Monday, February 7, 2022

With a New Name, the MPO Kicks off the 2023 Transportation Plan

The technical committee for our Metropolitan Planning Organization, SKATS, meets tomorrow the 8th, and they have a number of interesting details to note.

Is it time to center climate more in Goal 7?

From RTSP to MTP

As they kick off the process to write a new plan, formerly known as the Regional Transportation System Plan, and now renamed and even "rebranded" as the Metropolitan Transportation Plan, there is an opportunity to revive efforts to include a stronger emphasis on climate and emissions in the plan.

The MTP is revised every four years. During 2018 in the lead up to the 2019 document, the City of Salem and advocates requested a stronger Goal 7 on emissions reduction, and the final language, which you can see at top, was watered down intentionally.

Even the bankers are coming around on climate
last week in the paper

But now for the 2023 document, there is a new window of opportunity.

The project pages:

Despite promising language in the letter to the Oregon Transportation Commission on the tranche of new Federal funds, the MPO continues to look backwards at 20th century evaluation styles internally. Two current moments show this.

Still smuggling congestion relief as climate measure

In looking at some projects, already approved in earlier rounds of funding, they continued to see congestion relief as an appropriate use of climate funds.

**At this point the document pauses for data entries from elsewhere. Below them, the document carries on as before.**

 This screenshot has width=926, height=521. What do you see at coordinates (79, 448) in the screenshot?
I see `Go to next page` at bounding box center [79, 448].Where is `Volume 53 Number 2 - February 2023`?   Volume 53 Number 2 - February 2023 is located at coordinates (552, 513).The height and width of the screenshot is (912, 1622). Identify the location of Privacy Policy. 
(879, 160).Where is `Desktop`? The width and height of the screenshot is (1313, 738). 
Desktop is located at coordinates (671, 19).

This is based on the canard of idling cars stuck in traffic as being the prime source of emissions, and if we just speeded them along we would make a real dent in our emissions.

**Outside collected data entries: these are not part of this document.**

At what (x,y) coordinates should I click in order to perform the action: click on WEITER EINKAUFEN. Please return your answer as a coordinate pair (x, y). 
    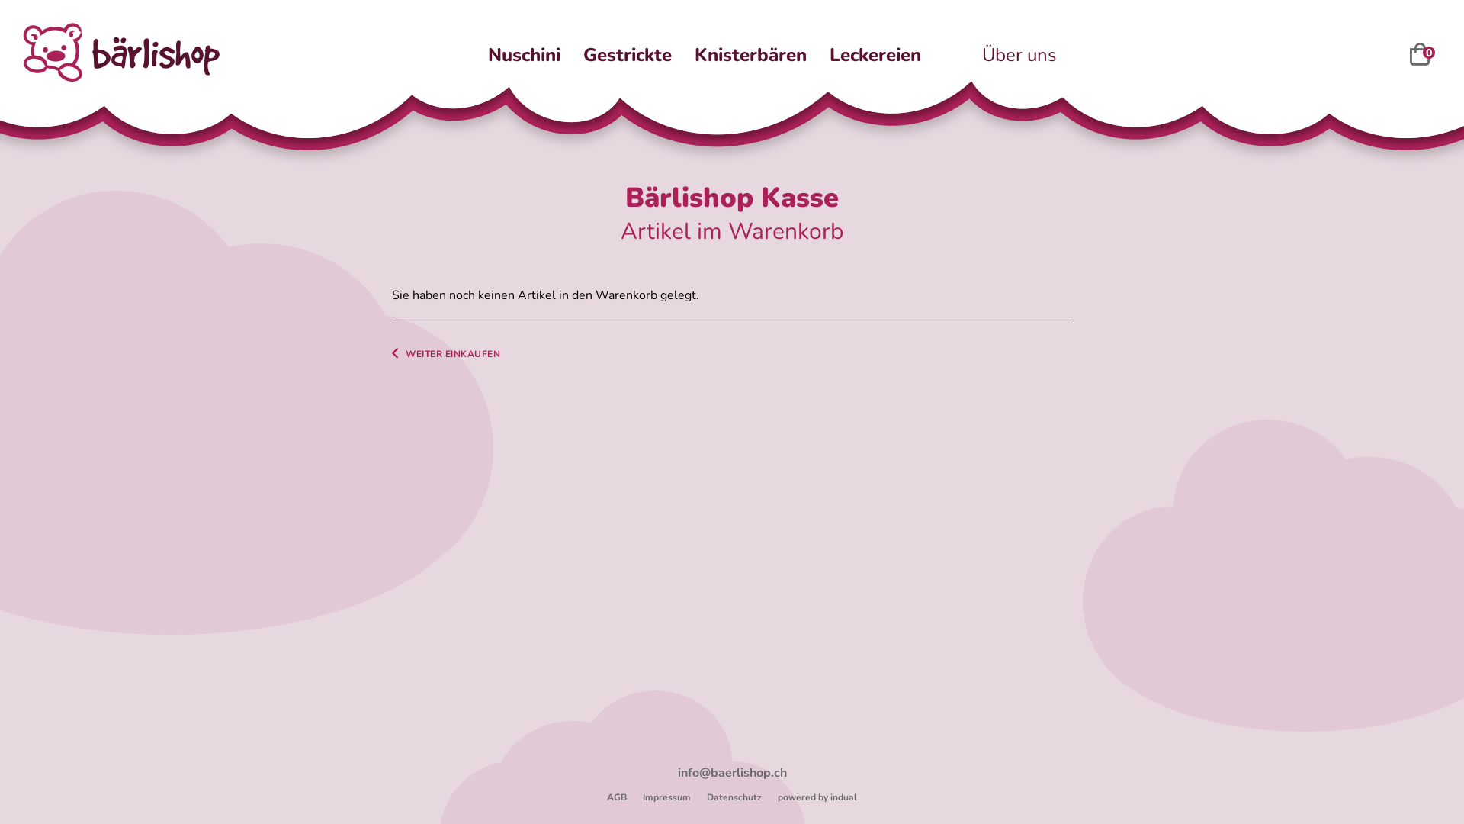
    Looking at the image, I should click on (447, 353).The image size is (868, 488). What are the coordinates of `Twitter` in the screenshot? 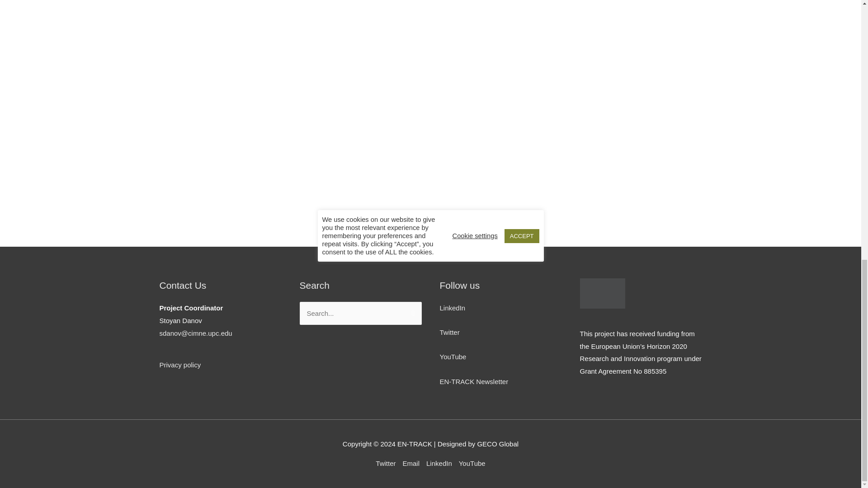 It's located at (388, 463).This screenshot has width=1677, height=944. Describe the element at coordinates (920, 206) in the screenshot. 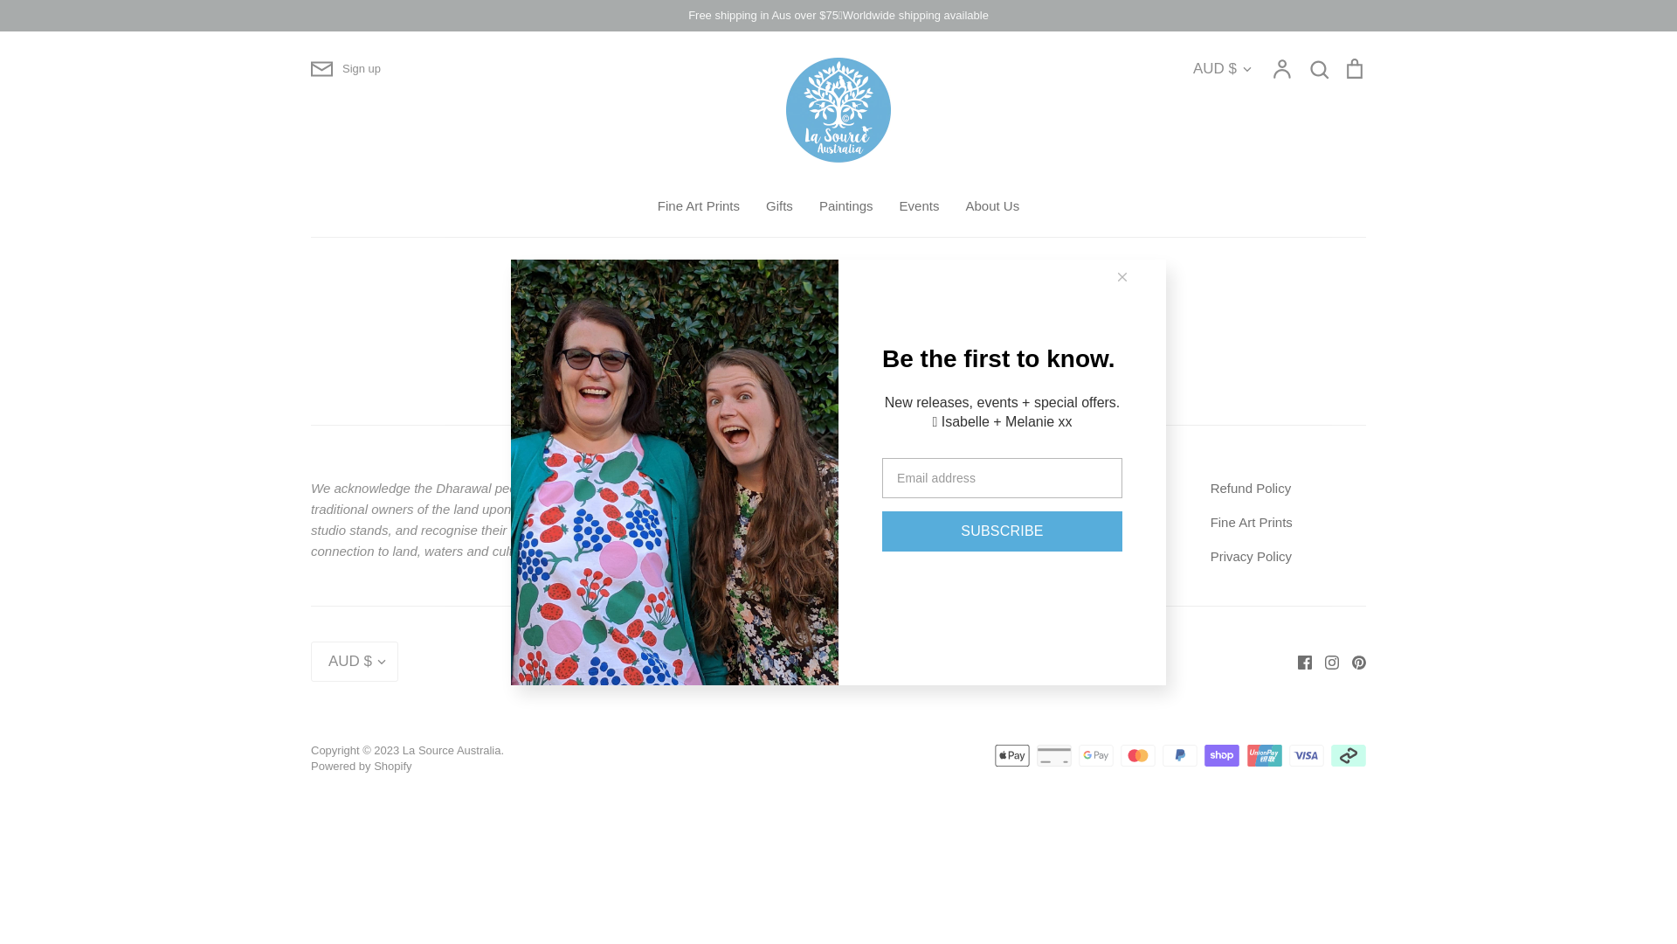

I see `Events` at that location.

When we ease congestion, driving goes up
(Jamey Volker, PSU TREC talk)

But, as we saw in Friday's presentation on induced demand, that's not how it works. 

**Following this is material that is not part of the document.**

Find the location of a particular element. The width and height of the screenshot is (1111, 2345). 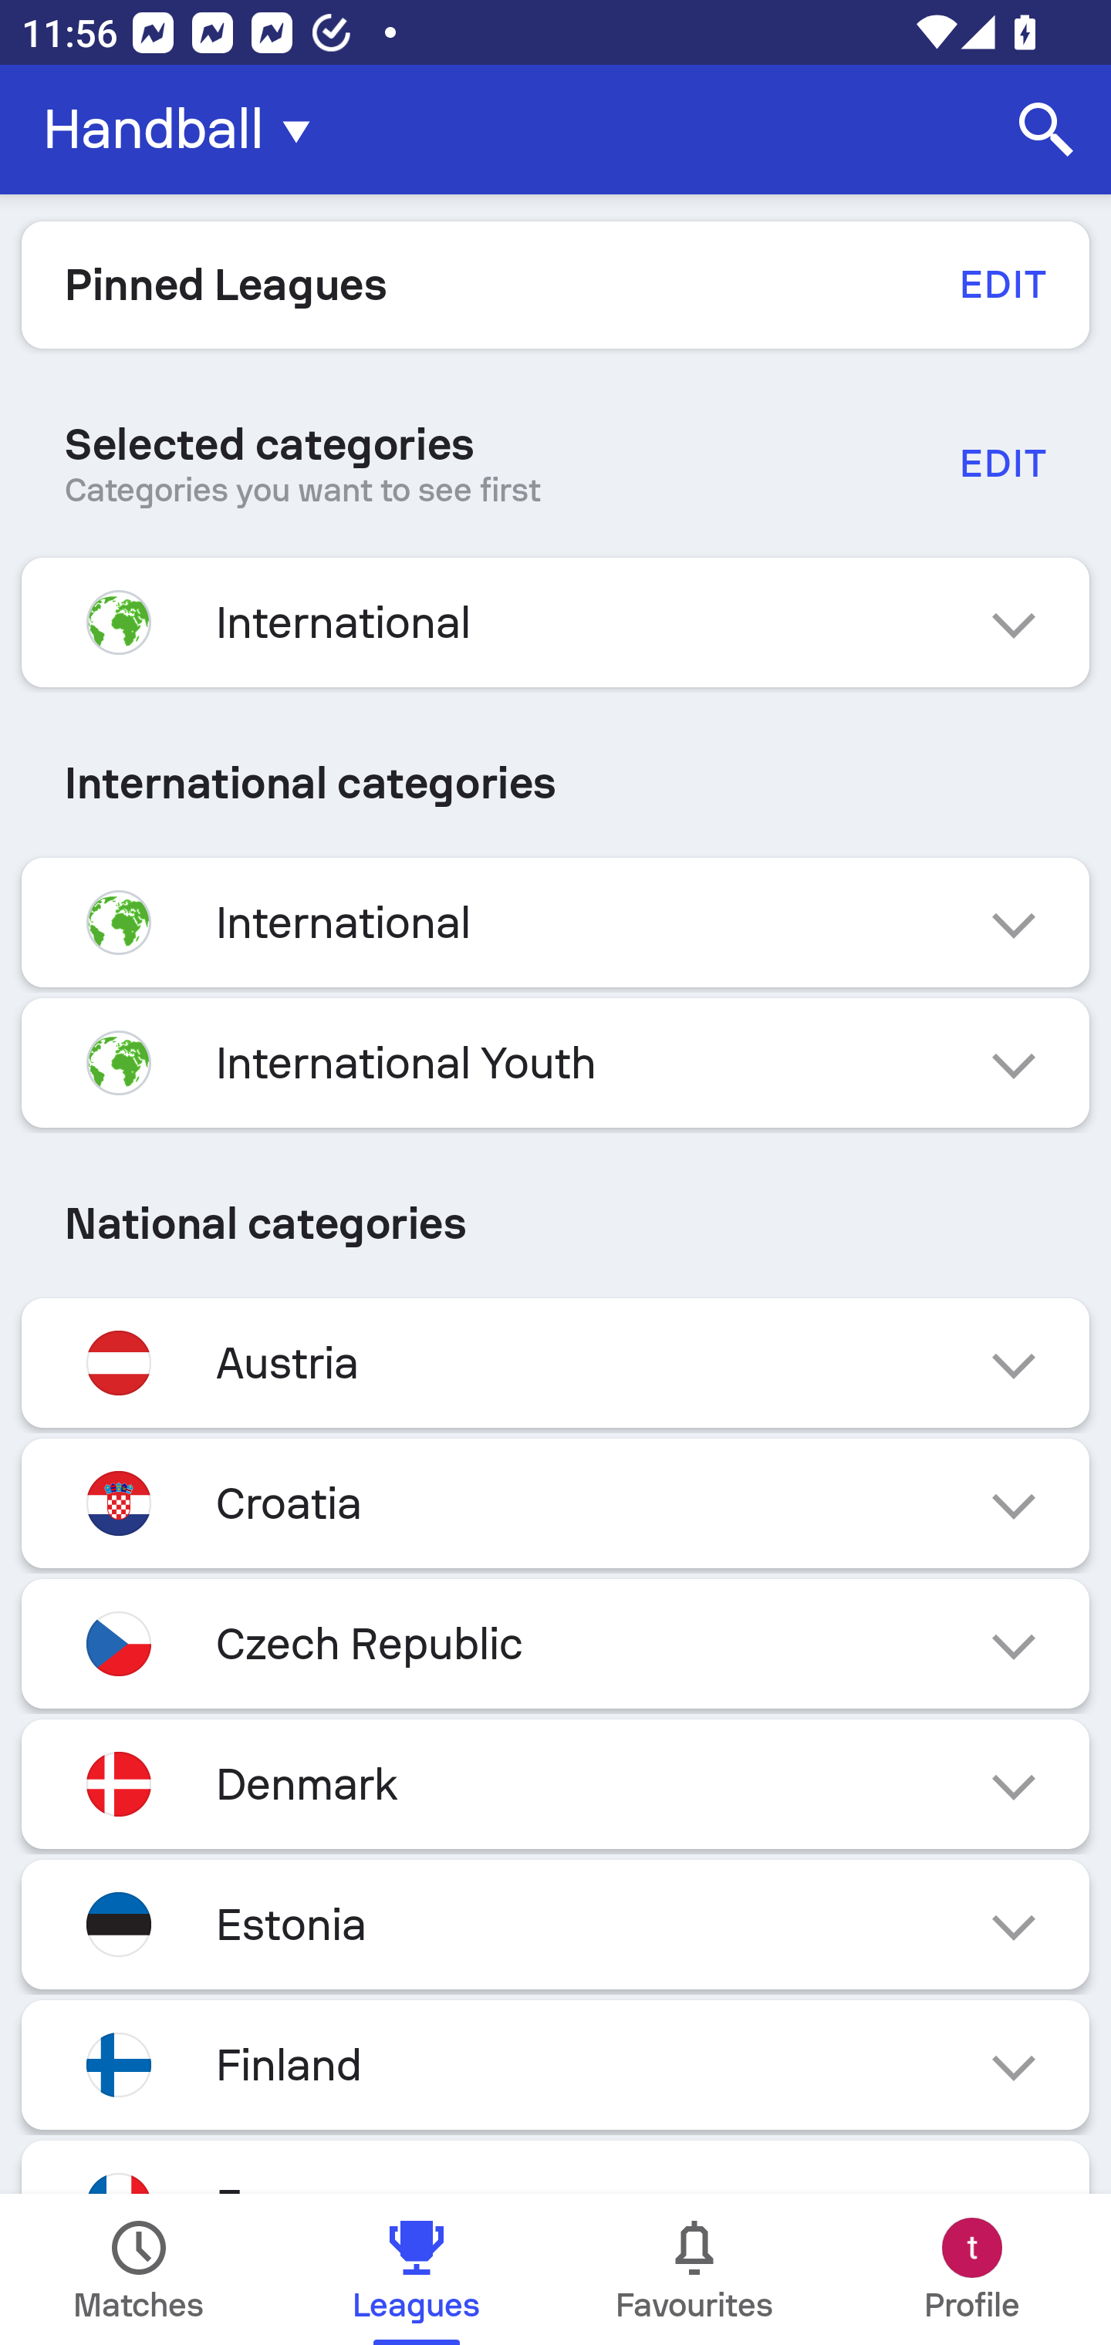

The other moment was at the Policy Committee last month. The TAC had punted a recommendation on scoring candidate projects (in the separate 2024-2029 funding cycle) to the PC, saying the weighting of factors really was a policy matter and that they should be the ones making the call.

A very minor tweak to the weighting factors

Comparison of weighing factors

Here was a comparison made for last month. The top set, with "weighing factor equal," is our base, and if we adjust "safety" to a factor of two, the relative rankings of the projects remains the same. Pedestrian crossings gets 8 instead of 6 points; McGilchrist gets 11 instead of 10; and the Transit vehicles gets 10 instead of 9. 

This does not seem to be a very meaningful difference. If there are 10 equal weighting factors, bumping one of them to a 2x weight means the others are weighted at 1/11th, about 9%, and safety is at 2/11ths. Other factors will swallow up the change. Here, this looks more cosmetic and oriented to spin and press - "look, we increased the safety factor!" - than substantive.

The Technical Advisory Committee zooms at 1:30 in the afternoon on Tuesday the 8th. The agenda and meeting packet can be downloaded here.